We throw around aphorisms like "Seize the Day" and "Live
every day as if it's your last" without emotionally grasping the
significance of this shrewd advice. In "25th Hour," Spike Lee,
using a script by David Benioff from Benioff's novel, explores the
concept through the eyes of a man who is not literally living out
his final day on the planet, but who in some ways shares a
terminally ill person's angst. New York resident Monty Brogan
(Edward Norton) is due to check into an upstate prison in twenty-
four hours to serve a seven-year term for possession of drugs with
intent to sell. Looking at himself realistically as a skinny, good-
looking white guy, he knows what's in store for him in the brig
every time the lights in the penitentiary go out.
This is the sort of drama that a run-of-the-mill Hollywood director
with a big budget would treat as a melodrama, crammed with
adrenalin-pumping music, explosions, and shoot-outs with the
police who would be hot on the trail of a runaway felon. Though
we have no idea why the authorities would allow such a fellow
post-sentencing to be on the loose and consider escape, Spike
Lee is far more interested in examining character, particularly the
relationships that Monty has developed and is now sadly giving
up, affording him good reason to feel that he has thrown his youth
away. In short this is not a prison drama as such but rather an
attractive young person's belated coming to terms with himself,
sadly considering "if only," and wondering whether he has any real
options short of serving his time.
The opening of a story finds Monty walking around near a New
York pier with his Ukranian-born friend Kostya (Tony Siragusa),
razzing the large man for his apparent mental thickness. Monty
demonstrates early on that despite his drug dealing which dates
back to his selling weed to high-school students, he's a decent
guy who takes in a pit bull mix that had been thrown from a
window and left for dead. In this initial scene Spike Lee points up
that Monty could have led a good, moral life but challenges us in
the audience to know when a scene is a flashback and when it is
taking place during the single, last day of freedom in the man's
life.
Meeting with his dad, James Brogan(Brian Cox), Monty must
fend off suggestions that he escape to a small town out West and
in a smashing surreal scene we watch how this option would play
out as Monty grows old with his wife Naturelle (Rosario Dawson)
and enjoys the company of a bunch of kids to whom he reveals
his big secret only when they have grown up. Monty enjoys his
loving girlfriend Naturelle Riviera (Dawson), whom he had met in a
playground when the woman was just eighteen; and the supportive
company of his good friends, prep school English teacher Jacob
Elinsky (Philip Seymour Hoffman) and hotshot investment banker
Francis Xavier Slaughtery (Barry Pepper).

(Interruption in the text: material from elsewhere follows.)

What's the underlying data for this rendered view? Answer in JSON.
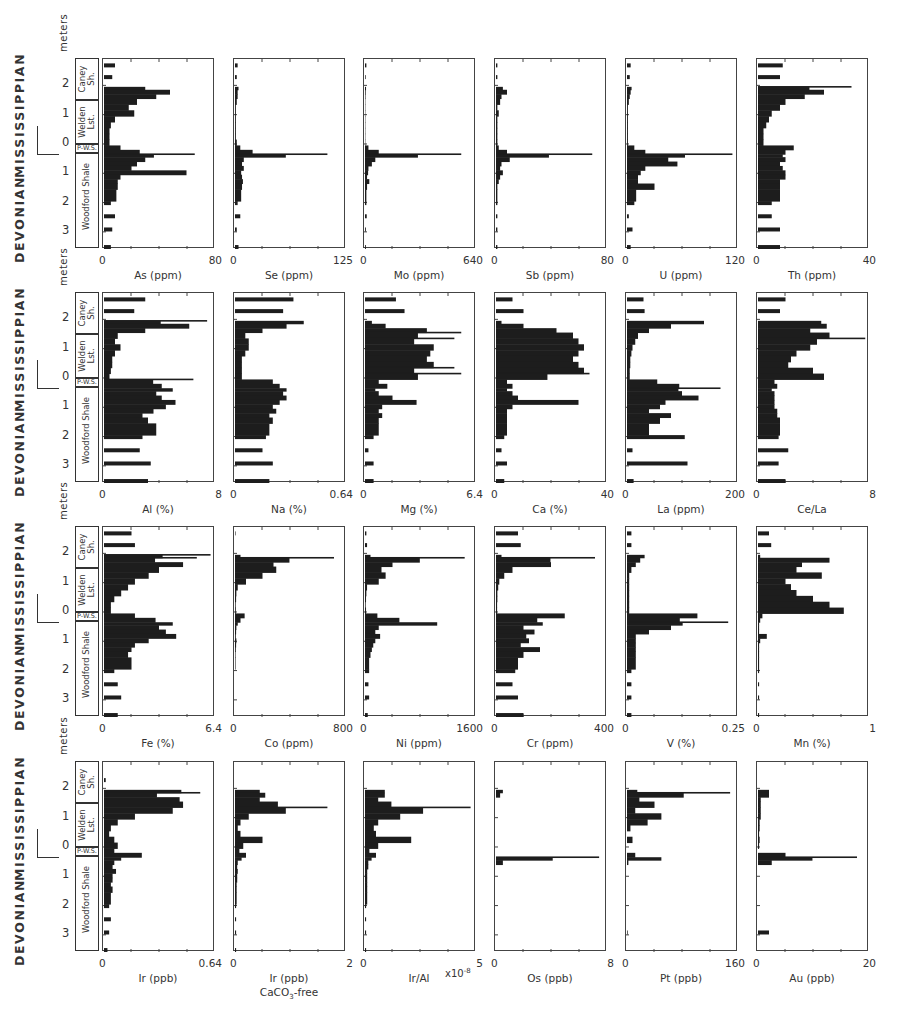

Lee's repeated flashbacks, which continue to blend in with
Monty's final day of freedom, explore the varied lives of Monty's
circle, and it is here that scripter David Benioff's sharp dialog
effectively mixes humor with pathos. The nerdy Jacob has not
come to terms with what he considers a wasted life, his job as a
high-school teacher failing to fulfill him while he harbors a passion
for a 17-year-old student, Mary D'Annuzio (Anna Paquin) that
Humbert Humbert would understand only too well. By contrast
Francis is energized by a high-pressure job that allows him to
spend up to $100 million for his clients in his investment house.
While he has his eye out for the women, he can appreciate the
temptations of a young body, feelings that obsess his friend
Jacob.
"25th Hour" does have some suspense. We wonder whether
Monty will take advantage of his dad's advice to flee the city by
driving west and taking on a new identity, but we probably know
that Monty has come to terms with his past and looks to redeem
his life by taking the punishment meted out by the draconian
Rockefeller laws. Not the stuttering schizoid he played in Gregory
Hoblit's "Primal Fear," not the tough hombre of "American History
X" or the adorable romantic in Woody Allen's "Everybody Says I
Love You," a vulnerable but strong Edward Norton anchors the
compelling story while Spike Lee adds cinematic variety through
surreal imagery and seamless retreats to the past and future.
David Thomson writes in his "The New Biographical Dictionary
of Film" that Spike Lee is "is capable of a great film about New
York." One can only say to that major film critic, "Here you go."